Some major SOEs were targeted in the third round of inspections the Party's watchdog conducted from November 2014 until February this year. The fall of the high-ranking leaders of the country's largest automaker and largest oil company is definitely the harvest from this round of scrutiny.

It was reported that some 70 leaders of both central and local SOEs were probed for abuse of power in 2014 alone. Of the nine board directors of the CNPC, five have already been placed under investigation.

SOEs have long been the focus of public discontent and complaints because they enjoy all sorts of preferential State policies that give them an upper hand and because their leaders enjoy both the prerogatives of government ranking officials and the high salaries of business executives.

We know how important SOEs are for the country and the government, as they are involved in almost all the industries of vital importance to the country's national economy and security.

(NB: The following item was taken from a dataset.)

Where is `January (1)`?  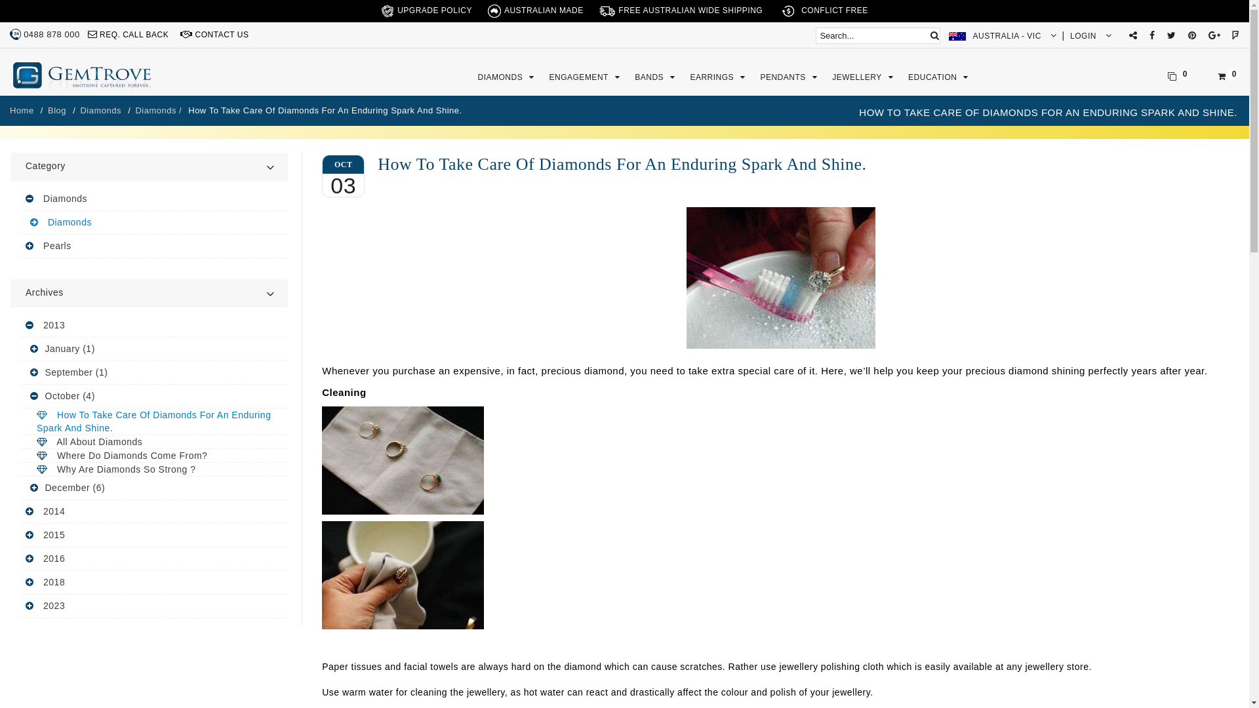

Yet the large number of SOE leaders, those under the auspices of the central government in particular, who have been investigated so far for graft, should add to the public's concerns that these enterprises, which should have functioned as the pillars of the country's economy, may turn out to be rotten to the core.

For the sustainability of the national economy and for the healthy development of SOEs, the central discipline watchdogs should intensify the crackdown on SOE corruption and not show any leniency to any corrupt element they uncover.

In addition, more must be done to find out the defects and loopholes in their management that provided the room and opportunities for rent seeking and funneling of funds for personal gain. Without doing all these, a transparent, clean and efficient management cannot be put in place to ensure the companies function as they should.